Sophia Zweifel, the new Isabel Bader Fellow in Textile Conservation and Research, holds graduate degrees in both Art History and Art Conservation from University College London, UK, and Queen’s University, Kingston, respectively. She also brings conservation experience with various public and private institutions, including the Canadian Conservation Institute (CCI); Conservation of Sculpture, Monuments and Objects (CMSO); McCord Museum; Canadian Museum of History; and Canadian Centre for Architecture. Most recently, Zweifel was part of a team at CCI that conserved Fannie Parlee’s 1860s Confederation Quilt, comprising leftover silk and velvet pieces from gowns fashioned for attendees of the Charlottetown Conference galas.

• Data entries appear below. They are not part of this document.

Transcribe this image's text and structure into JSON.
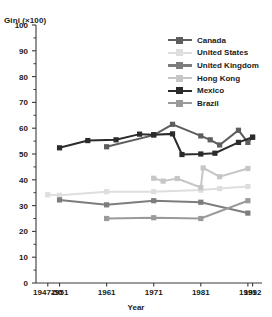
{
  "chart_data": {
    "type": "line",
    "title": "",
    "xlabel": "Year",
    "ylabel": "Gini (×100)",
    "ylim": [
      0,
      100
    ],
    "ytick_step": 10,
    "yticks": [
      0,
      10,
      20,
      30,
      40,
      50,
      60,
      70,
      80,
      90,
      100
    ],
    "minor_ytick_step": 5,
    "grid": false,
    "legend_position": "top-right",
    "xtick_labels": [
      "1947-50",
      "1951",
      "1961",
      "1971",
      "1981",
      "1991",
      "1992"
    ],
    "xtick_values": [
      1948.5,
      1951,
      1961,
      1971,
      1981,
      1991,
      1992
    ],
    "xlim": [
      1946,
      1994
    ],
    "series": [
      {
        "name": "Canada",
        "color": "#5e5e5e",
        "points": [
          {
            "x": 1961,
            "y": 52.8
          },
          {
            "x": 1971,
            "y": 57.3
          },
          {
            "x": 1975,
            "y": 61.5
          },
          {
            "x": 1981,
            "y": 57.0
          },
          {
            "x": 1983,
            "y": 55.5
          },
          {
            "x": 1985,
            "y": 53.5
          },
          {
            "x": 1989,
            "y": 59.2
          },
          {
            "x": 1991,
            "y": 54.5
          },
          {
            "x": 1992,
            "y": 56.5
          }
        ]
      },
      {
        "name": "United States",
        "color": "#dedede",
        "points": [
          {
            "x": 1948.5,
            "y": 34.2
          },
          {
            "x": 1951,
            "y": 34.0
          },
          {
            "x": 1961,
            "y": 35.4
          },
          {
            "x": 1971,
            "y": 35.4
          },
          {
            "x": 1981,
            "y": 36.0
          },
          {
            "x": 1985,
            "y": 36.6
          },
          {
            "x": 1991,
            "y": 37.4
          }
        ]
      },
      {
        "name": "United Kingdom",
        "color": "#7d7d7d",
        "points": [
          {
            "x": 1951,
            "y": 32.2
          },
          {
            "x": 1961,
            "y": 30.3
          },
          {
            "x": 1971,
            "y": 31.9
          },
          {
            "x": 1981,
            "y": 31.3
          },
          {
            "x": 1991,
            "y": 27.1
          }
        ]
      },
      {
        "name": "Hong Kong",
        "color": "#c6c6c6",
        "points": [
          {
            "x": 1971,
            "y": 40.6
          },
          {
            "x": 1973,
            "y": 39.5
          },
          {
            "x": 1976,
            "y": 40.5
          },
          {
            "x": 1981,
            "y": 37.0
          },
          {
            "x": 1981.5,
            "y": 44.6
          },
          {
            "x": 1985,
            "y": 41.2
          },
          {
            "x": 1991,
            "y": 44.4
          }
        ]
      },
      {
        "name": "Mexico",
        "color": "#2b2b2b",
        "points": [
          {
            "x": 1951,
            "y": 52.4
          },
          {
            "x": 1957,
            "y": 55.2
          },
          {
            "x": 1963,
            "y": 55.5
          },
          {
            "x": 1968,
            "y": 57.7
          },
          {
            "x": 1971,
            "y": 57.5
          },
          {
            "x": 1975,
            "y": 57.8
          },
          {
            "x": 1977,
            "y": 49.8
          },
          {
            "x": 1981,
            "y": 50.0
          },
          {
            "x": 1984,
            "y": 50.3
          },
          {
            "x": 1989,
            "y": 54.5
          },
          {
            "x": 1992,
            "y": 56.5
          }
        ]
      },
      {
        "name": "Brazil",
        "color": "#9a9a9a",
        "points": [
          {
            "x": 1961,
            "y": 25.0
          },
          {
            "x": 1971,
            "y": 25.3
          },
          {
            "x": 1981,
            "y": 25.0
          },
          {
            "x": 1991,
            "y": 31.9
          }
        ]
      }
    ]
  },
  "legend": {
    "items": [
      {
        "label": "Canada",
        "color": "#5e5e5e"
      },
      {
        "label": "United States",
        "color": "#dedede"
      },
      {
        "label": "United Kingdom",
        "color": "#7d7d7d"
      },
      {
        "label": "Hong Kong",
        "color": "#c6c6c6"
      },
      {
        "label": "Mexico",
        "color": "#2b2b2b"
      },
      {
        "label": "Brazil",
        "color": "#9a9a9a"
      }
    ]
  },
  "axis": {
    "color": "#3a3a3a"
  }
}
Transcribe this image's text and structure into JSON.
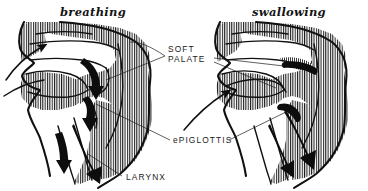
{
  "figure": {
    "title_left": "breathing",
    "title_right": "swallowing",
    "background_color": "#ffffff",
    "ink_color": "#111111"
  },
  "labels": {
    "soft_palate_line1": "SOFT",
    "soft_palate_line2": "PALATE",
    "epiglottis": "ePIGLOTTIS",
    "larynx": "LARYNX"
  },
  "panels": [
    {
      "name": "breathing",
      "title": "breathing",
      "description": "Sagittal head section, soft palate lowered, airway open, arrows show air passing from nostril and mouth down through pharynx into larynx"
    },
    {
      "name": "swallowing",
      "title": "swallowing",
      "description": "Sagittal head section, soft palate raised closing nasal passage, epiglottis folded over larynx, arrow shows bolus passing down oesophagus"
    }
  ]
}
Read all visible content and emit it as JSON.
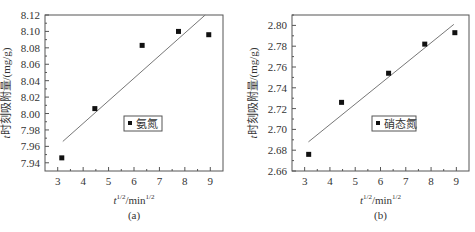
{
  "chart_data": [
    {
      "type": "scatter",
      "panel_label": "(a)",
      "title": "",
      "xlabel": "t^1/2/min^1/2",
      "xlabel_parts": {
        "t": "t",
        "t_sup": "1/2",
        "unit": "/min",
        "unit_sup": "1/2"
      },
      "ylabel": "t时刻吸附量/(mg/g)",
      "xlim": [
        2.5,
        9.5
      ],
      "ylim": [
        7.93,
        8.12
      ],
      "xticks": [
        3,
        4,
        5,
        6,
        7,
        8,
        9
      ],
      "yticks": [
        "7.94",
        "7.96",
        "7.98",
        "8.00",
        "8.02",
        "8.04",
        "8.06",
        "8.08",
        "8.10",
        "8.12"
      ],
      "grid": false,
      "legend": {
        "entries": [
          "氨氮"
        ],
        "position": "center-right"
      },
      "series": [
        {
          "name": "氨氮",
          "marker": "square",
          "x": [
            3.16,
            4.46,
            6.32,
            7.75,
            8.94
          ],
          "y": [
            7.946,
            8.006,
            8.083,
            8.1,
            8.096
          ]
        }
      ],
      "fit_line": {
        "x": [
          3.2,
          8.8
        ],
        "y": [
          7.966,
          8.12
        ]
      }
    },
    {
      "type": "scatter",
      "panel_label": "(b)",
      "title": "",
      "xlabel": "t^1/2/min^1/2",
      "xlabel_parts": {
        "t": "t",
        "t_sup": "1/2",
        "unit": "/min",
        "unit_sup": "1/2"
      },
      "ylabel": "t时刻吸附量/(mg/g)",
      "xlim": [
        2.5,
        9.5
      ],
      "ylim": [
        2.66,
        2.81
      ],
      "xticks": [
        3,
        4,
        5,
        6,
        7,
        8,
        9
      ],
      "yticks": [
        "2.66",
        "2.68",
        "2.70",
        "2.72",
        "2.74",
        "2.76",
        "2.78",
        "2.80"
      ],
      "grid": false,
      "legend": {
        "entries": [
          "硝态氮"
        ],
        "position": "center-right"
      },
      "series": [
        {
          "name": "硝态氮",
          "marker": "square",
          "x": [
            3.16,
            4.46,
            6.32,
            7.75,
            8.94
          ],
          "y": [
            2.676,
            2.726,
            2.754,
            2.782,
            2.793
          ]
        }
      ],
      "fit_line": {
        "x": [
          3.15,
          8.9
        ],
        "y": [
          2.688,
          2.801
        ]
      }
    }
  ],
  "colors": {
    "frame": "#555555",
    "marker": "#111111",
    "fit_line": "#777777",
    "text": "#333333"
  }
}
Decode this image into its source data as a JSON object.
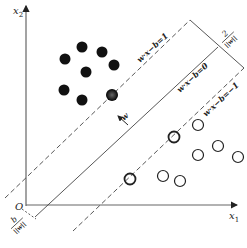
{
  "diagram": {
    "axes": {
      "x_label": "x",
      "x_sub": "1",
      "y_label": "x",
      "y_sub": "2",
      "origin_label": "O"
    },
    "hyperplanes": {
      "upper": "w·x−b=1",
      "middle": "w·x−b=0",
      "lower": "w·x−b=−1"
    },
    "margin_label": {
      "num": "2",
      "den": "||w||"
    },
    "offset_label": {
      "num": "b",
      "den": "||w||"
    },
    "normal_label": "w",
    "class_positive": [
      [
        82,
        47
      ],
      [
        102,
        52
      ],
      [
        65,
        59
      ],
      [
        114,
        65
      ],
      [
        86,
        72
      ],
      [
        64,
        90
      ],
      [
        82,
        100
      ]
    ],
    "class_positive_support": [
      [
        112,
        95
      ]
    ],
    "class_negative": [
      [
        198,
        125
      ],
      [
        218,
        146
      ],
      [
        198,
        155
      ],
      [
        238,
        157
      ],
      [
        163,
        176
      ],
      [
        180,
        181
      ]
    ],
    "class_negative_support": [
      [
        130,
        179
      ],
      [
        174,
        137
      ]
    ],
    "colors": {
      "ink": "#222222",
      "axis": "#555555",
      "support_fill": "#444444"
    }
  }
}
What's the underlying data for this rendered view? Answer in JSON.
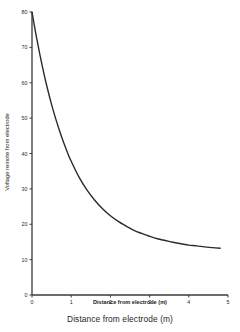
{
  "chart_data": {
    "type": "line",
    "title": "",
    "xlabel": "Distance from electrode (m)",
    "ylabel": "Voltage remote from electrode",
    "xlim": [
      0,
      5
    ],
    "ylim": [
      0,
      80
    ],
    "grid": false,
    "legend": null,
    "x_ticks": [
      "0",
      "1",
      "2",
      "3",
      "4",
      "5"
    ],
    "x_tick_values": [
      0,
      1,
      2,
      3,
      4,
      5
    ],
    "y_ticks": [
      "0",
      "10",
      "20",
      "30",
      "40",
      "50",
      "60",
      "70",
      "80"
    ],
    "y_tick_values": [
      0,
      10,
      20,
      30,
      40,
      50,
      60,
      70,
      80
    ],
    "series": [
      {
        "name": "Voltage",
        "x": [
          0,
          0.1,
          0.2,
          0.3,
          0.4,
          0.5,
          0.6,
          0.7,
          0.8,
          0.9,
          1.0,
          1.2,
          1.4,
          1.6,
          1.8,
          2.0,
          2.2,
          2.4,
          2.6,
          2.8,
          3.0,
          3.2,
          3.4,
          3.6,
          3.8,
          4.0,
          4.2,
          4.4,
          4.6,
          4.8
        ],
        "values": [
          80.0,
          73.7,
          68.0,
          62.8,
          58.1,
          53.8,
          50.0,
          46.5,
          43.3,
          40.4,
          37.8,
          33.3,
          29.7,
          26.8,
          24.4,
          22.4,
          20.8,
          19.5,
          18.3,
          17.4,
          16.6,
          15.9,
          15.4,
          14.9,
          14.5,
          14.1,
          13.9,
          13.6,
          13.4,
          13.2
        ]
      }
    ],
    "curve_description": "Exponential decay from 80 at x=0 approaching an asymptote near 10",
    "curve_color": "#2b2b2b",
    "axis_color": "#3a3a3a",
    "background_color": "#ffffff"
  },
  "caption": {
    "text": "Distance from electrode (m)"
  }
}
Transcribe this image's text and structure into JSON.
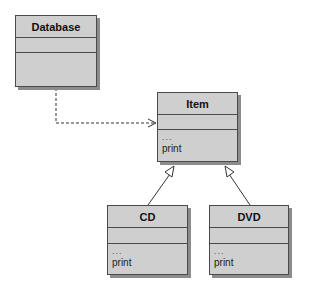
{
  "diagram": {
    "type": "uml-class-diagram",
    "classes": [
      {
        "id": "database",
        "name": "Database",
        "attributes": "",
        "operations": []
      },
      {
        "id": "item",
        "name": "Item",
        "attributes": "",
        "operations": [
          "...",
          "print"
        ]
      },
      {
        "id": "cd",
        "name": "CD",
        "attributes": "",
        "operations": [
          "...",
          "print"
        ]
      },
      {
        "id": "dvd",
        "name": "DVD",
        "attributes": "",
        "operations": [
          "...",
          "print"
        ]
      }
    ],
    "relationships": [
      {
        "from": "Database",
        "to": "Item",
        "type": "dependency",
        "style": "dashed-open-arrow"
      },
      {
        "from": "CD",
        "to": "Item",
        "type": "inheritance",
        "style": "solid-hollow-triangle"
      },
      {
        "from": "DVD",
        "to": "Item",
        "type": "inheritance",
        "style": "solid-hollow-triangle"
      }
    ],
    "colors": {
      "box_fill": "#cfcfcf",
      "border": "#4a4a4a",
      "shadow": "#8c8c8c"
    }
  }
}
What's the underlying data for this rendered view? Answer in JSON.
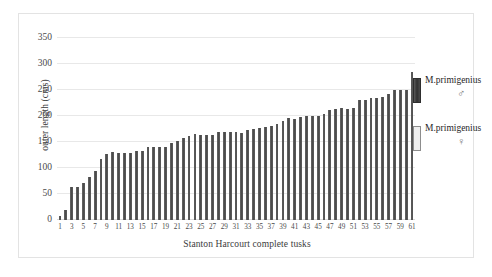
{
  "chart_data": {
    "type": "bar",
    "title": "",
    "subtitle": "",
    "xlabel": "Stanton Harcourt complete tusks",
    "ylabel": "outer length (cms)",
    "ylim": [
      0,
      350
    ],
    "ytick_step": 50,
    "yticks": [
      0,
      50,
      100,
      150,
      200,
      250,
      300,
      350
    ],
    "ytick_labels": [
      "0",
      "50",
      "100",
      "150",
      "200",
      "250",
      "300",
      "350"
    ],
    "grid": "horizontal",
    "legend_position": "right",
    "bar_color": "#555555",
    "gridline_color": "#e8e8e8",
    "categories": [
      "1",
      "2",
      "3",
      "4",
      "5",
      "6",
      "7",
      "8",
      "9",
      "10",
      "11",
      "12",
      "13",
      "14",
      "15",
      "16",
      "17",
      "18",
      "19",
      "20",
      "21",
      "22",
      "23",
      "24",
      "25",
      "26",
      "27",
      "28",
      "29",
      "30",
      "31",
      "32",
      "33",
      "34",
      "35",
      "36",
      "37",
      "38",
      "39",
      "40",
      "41",
      "42",
      "43",
      "44",
      "45",
      "46",
      "47",
      "48",
      "49",
      "50",
      "51",
      "52",
      "53",
      "54",
      "55",
      "56",
      "57",
      "58",
      "59",
      "60",
      "61"
    ],
    "xtick_labels_shown": [
      "1",
      "3",
      "5",
      "7",
      "9",
      "11",
      "13",
      "15",
      "17",
      "19",
      "21",
      "23",
      "25",
      "27",
      "29",
      "31",
      "33",
      "35",
      "37",
      "39",
      "41",
      "43",
      "45",
      "47",
      "49",
      "51",
      "53",
      "55",
      "57",
      "59",
      "61"
    ],
    "values": [
      7,
      20,
      64,
      64,
      71,
      82,
      95,
      117,
      126,
      130,
      129,
      129,
      128,
      132,
      133,
      141,
      141,
      141,
      141,
      149,
      152,
      157,
      161,
      165,
      164,
      164,
      164,
      169,
      170,
      170,
      169,
      168,
      174,
      175,
      177,
      178,
      180,
      184,
      190,
      196,
      195,
      199,
      200,
      200,
      200,
      204,
      211,
      214,
      215,
      214,
      216,
      230,
      231,
      235,
      235,
      236,
      243,
      250,
      250,
      250,
      285
    ],
    "series": [
      {
        "name": "M.primigenius",
        "sex": "male",
        "color": "#3f3f3f"
      },
      {
        "name": "M.primigenius",
        "sex": "female",
        "color": "#efefef"
      }
    ]
  },
  "legend": {
    "male": {
      "label": "M.primigenius",
      "symbol": "♂",
      "swatch_color": "#3f3f3f"
    },
    "female": {
      "label": "M.primigenius",
      "symbol": "♀",
      "swatch_color": "#efefef"
    }
  }
}
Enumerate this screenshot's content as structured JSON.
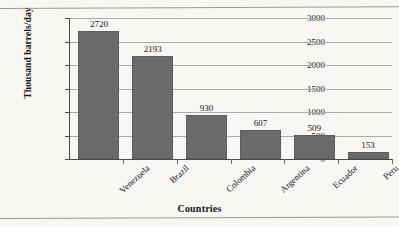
{
  "chart_data": {
    "type": "bar",
    "title": "",
    "xlabel": "Countries",
    "ylabel": "Thousand barrels/day",
    "categories": [
      "Venezuela",
      "Brazil",
      "Colombia",
      "Argentina",
      "Ecuador",
      "Peru"
    ],
    "values": [
      2720,
      2193,
      930,
      607,
      509,
      153
    ],
    "value_labels": [
      "2720",
      "2193",
      "930",
      "607",
      "509",
      "153"
    ],
    "ylim": [
      0,
      3000
    ],
    "yticks": [
      0,
      500,
      1000,
      1500,
      2000,
      2500,
      3000
    ],
    "ytick_labels": [
      "0",
      "500",
      "1000",
      "1500",
      "2000",
      "2500",
      "3000"
    ],
    "grid": true,
    "legend": false,
    "bar_color": "#6b6b6b",
    "grid_color": "#a9a9a7",
    "axis_color": "#4a4a48",
    "background": "#f8f7f4"
  }
}
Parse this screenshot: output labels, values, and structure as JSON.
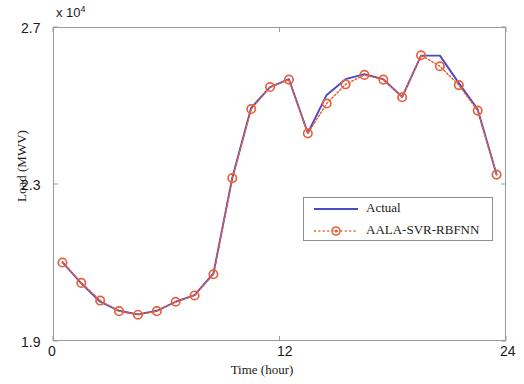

Gennifer Majors is the 2017 Isabel Bader Graduate Intern in Textile Conservation and Research. Majors has a Masters of Philosophy in Textile Conservation from the University of Glasgow, UK. For the past year, she was the Conservation Fellow at The George Washington University Museum and The Textile Museum, where she worked with the newly donated Bea Roberts collection of Chinese minority textiles. Majors has also interned in the Costume and Textile Conservation Department of the Philadelphia Museum of Art.

The winning 2017 Fellowship project, proposed by Zweifel, combines social and material history with conservation treatment and analysis. Zweifel, with Majors’s assistance, will use the Queen’s University Collection of Canadian Dress at the Agnes to investigate cleaning and care practices of garments in the late nineteenth and early twentieth centuries, highlighting a domestic history that is often overlooked. Techniques of textile conservation will be applied to analyze traces of those processes that remain on the objects. Prior to their collection by museums, many textiles have had a long history of extreme maintenance to keep them looking clean and new, as social constructs demanded. Recent conservation methodology, however, has come to accept and preserve signs of wear and soiling as part of a garment’s lived history. This project explores how current efforts to preserve these signs contest with historical efforts to remove them.

Knowledge gained about the collection during the fellowship and graduate internship will be disseminated through blog posts and other social media platforms. The residency of Sophia Zweifel and Gennifer Majors at Queen’s University will also provide students in the Master of Art Conservation Program with opportunities for learning and interaction in the field of textile conservation and study.

The Isabel Bader Fellowship and Graduate Internship in Textile Conservation and Research link two unique resources: the Queen’s University Collection of Canadian Dress at the Agnes Etherington Art Centre and the Master of Art Conservation, Canada’s only graduate degree in conservation theory and treatment.